A reception was given in their honor at the club-house, and Tug made a speech, and the others gave various more or less ridiculous and impressive exhibitions of their grandeur.

After a day or two of this glory, however, they became fellow-citizens with the rest of the villagers, and were content to sit around the club-room and tell stories of the grand old days when the Lakerim Athletic Club had no club-house to cover its head—the days when they fought so hard for admission to the Tri-State Interscholastic League of Academies. They were, to tell the truth, though, just a little disappointed, in the inside of their hearts, that the successors left behind to carry on the club were doing prosperously, winning athletic victories, and paying off the debt in fine style—quite as well as if they themselves had been there.

The most popular of the story-tellers was B.J., whose favorite and most successful yarn was the account of the great ice-boat adventure, when the hockey team was wrecked upon Buzzard's Rock, and spent the night in the snow-drifts, with the blizzard howling outside. The memory of that terrible escape made the blood run cold in the veins of the other members of the club; but it aroused in B.J. only a new and irresistible desire to be off again upon the same adventure-hunt.
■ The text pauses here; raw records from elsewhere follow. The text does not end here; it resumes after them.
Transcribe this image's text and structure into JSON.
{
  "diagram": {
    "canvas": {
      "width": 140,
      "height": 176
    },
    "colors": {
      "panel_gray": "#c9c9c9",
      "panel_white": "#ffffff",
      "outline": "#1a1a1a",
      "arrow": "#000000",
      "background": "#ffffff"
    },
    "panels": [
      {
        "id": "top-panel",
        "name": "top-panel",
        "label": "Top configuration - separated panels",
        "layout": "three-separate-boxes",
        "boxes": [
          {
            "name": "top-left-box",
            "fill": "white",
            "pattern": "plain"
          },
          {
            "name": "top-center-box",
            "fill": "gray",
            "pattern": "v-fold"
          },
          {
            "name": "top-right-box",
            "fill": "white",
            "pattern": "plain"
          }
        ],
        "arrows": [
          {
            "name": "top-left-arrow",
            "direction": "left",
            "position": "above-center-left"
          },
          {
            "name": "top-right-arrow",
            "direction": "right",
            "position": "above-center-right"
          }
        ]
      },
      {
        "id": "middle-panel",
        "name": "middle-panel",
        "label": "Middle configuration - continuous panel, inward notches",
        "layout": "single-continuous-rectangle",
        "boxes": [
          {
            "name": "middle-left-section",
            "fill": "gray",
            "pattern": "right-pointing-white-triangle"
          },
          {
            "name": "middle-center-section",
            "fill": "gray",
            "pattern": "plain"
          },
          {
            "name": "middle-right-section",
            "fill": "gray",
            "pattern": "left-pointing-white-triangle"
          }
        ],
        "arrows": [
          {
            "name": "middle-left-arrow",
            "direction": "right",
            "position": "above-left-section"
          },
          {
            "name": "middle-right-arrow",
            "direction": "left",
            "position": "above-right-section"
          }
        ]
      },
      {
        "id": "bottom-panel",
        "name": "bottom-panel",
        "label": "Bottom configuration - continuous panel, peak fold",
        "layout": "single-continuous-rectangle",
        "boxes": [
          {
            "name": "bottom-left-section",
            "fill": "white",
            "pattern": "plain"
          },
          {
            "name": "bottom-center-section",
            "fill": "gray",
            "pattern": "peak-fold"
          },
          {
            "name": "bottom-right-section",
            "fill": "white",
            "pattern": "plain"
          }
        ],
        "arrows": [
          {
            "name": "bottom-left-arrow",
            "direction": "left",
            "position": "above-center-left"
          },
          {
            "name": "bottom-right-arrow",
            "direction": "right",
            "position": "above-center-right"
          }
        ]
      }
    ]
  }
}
Now, B.J.'s father was an enthusiastic sailor—fortunately, not so rash a sailor as his son, but quite as great a lover of a "flowing sail." Wind-lover as he was, he could not spend a winter idly, and turned his attention to ice-boating.
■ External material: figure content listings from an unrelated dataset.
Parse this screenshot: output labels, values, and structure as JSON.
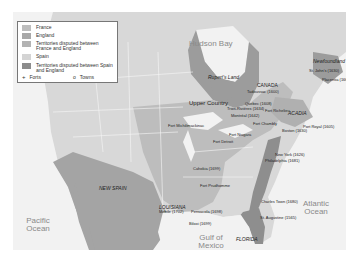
{
  "map": {
    "title": "Colonial North America",
    "colors": {
      "france": "#bdbdbd",
      "england": "#9c9c9c",
      "disputed_france_england": "#b0b0b0",
      "spain": "#d6d6d6",
      "disputed_spain_england": "#8e8e8e",
      "water": "#f2f2f2",
      "land_other": "#dcdcdc"
    },
    "legend": {
      "items": [
        {
          "label": "France",
          "color": "#bdbdbd"
        },
        {
          "label": "England",
          "color": "#a8a8a8"
        },
        {
          "label": "Territories disputed between France and England",
          "color": "#b3b3b3"
        },
        {
          "label": "Spain",
          "color": "#d4d4d4"
        },
        {
          "label": "Territories disputed between Spain and England",
          "color": "#8c8c8c"
        }
      ],
      "forts_label": "Forts",
      "towns_label": "Towns"
    },
    "water_labels": {
      "hudson_bay": "Hudson Bay",
      "pacific": "Pacific Ocean",
      "atlantic": "Atlantic Ocean",
      "gulf": "Gulf of Mexico"
    },
    "regions": {
      "ruperts_land": "Rupert's Land",
      "canada": "CANADA",
      "upper_country": "Upper Country",
      "acadia": "ACADIA",
      "newfoundland": "Newfoundland",
      "new_spain": "NEW SPAIN",
      "louisiana": "LOUISIANA",
      "florida": "FLORIDA"
    },
    "places": [
      {
        "name": "St. John's (1630)",
        "type": "town"
      },
      {
        "name": "Placentia (1662)",
        "type": "town"
      },
      {
        "name": "Tadoussac (1600)",
        "type": "town"
      },
      {
        "name": "Quebec (1608)",
        "type": "town"
      },
      {
        "name": "Trois-Rivières (1634)",
        "type": "town"
      },
      {
        "name": "Fort Richelieu",
        "type": "fort"
      },
      {
        "name": "Montréal (1642)",
        "type": "town"
      },
      {
        "name": "Fort Chambly",
        "type": "fort"
      },
      {
        "name": "Port Royal (1605)",
        "type": "town"
      },
      {
        "name": "Boston (1630)",
        "type": "town"
      },
      {
        "name": "Fort Michilimackinac",
        "type": "fort"
      },
      {
        "name": "Fort Niagara",
        "type": "fort"
      },
      {
        "name": "Fort Detroit",
        "type": "fort"
      },
      {
        "name": "New York (1626)",
        "type": "town"
      },
      {
        "name": "Philadelphia (1681)",
        "type": "town"
      },
      {
        "name": "Cahokia (1699)",
        "type": "town"
      },
      {
        "name": "Fort Prudhomme",
        "type": "fort"
      },
      {
        "name": "Charles Town (1680)",
        "type": "town"
      },
      {
        "name": "Mobile (1702)",
        "type": "town"
      },
      {
        "name": "Pensacola (1698)",
        "type": "town"
      },
      {
        "name": "Biloxi (1699)",
        "type": "town"
      },
      {
        "name": "St. Augustine (1565)",
        "type": "town"
      }
    ]
  }
}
He owned a beautiful modern vessel made of basswood, butternut, and pine, with rigging all of steel, and a runner-plank as springy as an umbrella frame. She carried no more than four hundred square feet of sail; but when he gave her the whip, and let her take to her heels, she outran the fleetest wind that ever swept the lake.

And she skipped and sported along near the railroad track, where the express-train raced in vain with her; for she could make her sixty miles an hour or more without gasping for breath.

She was named Greased Lightning.

Now, B.J.'s father had ample cause to be suspicious of that young man's discretion, and he never permitted him to take the boat out alone, good sailor as he knew his son to be; so B.J. had to content himself with parties of boys and girls hilarious with the cold and speed, and wrapped up tamely in great blankets, under the charge of his father, who was a more than cautious sailor, being as wise as he was old, and seeing the foolishness of those pleasures which depend only on risking bone and body.

But B.J. was wretched, and chafed under the restraint of such respectable amusement—with girls, too!

And when, in the midst of the holidays, his father was called out of town, B.J. went to bed, and could hardly fall asleep under the conspiracies he began to form for eloping on one last escapade with the ice-boat.

He woke soon after daybreak, the next morning, and hurried to his window. There he found a gale of wind blowing and lashing the earth with a furious rain. The wind he received with welcoming heart, but the rain sent terror there; for it told him that the ice would soon disappear, and he would be sent back to Kingston Academy, with never a chance to let loose the Greased Lightning.

"It is now or never!" mumbled B.J., clenching his teeth after the manner of all well-regulated desperados.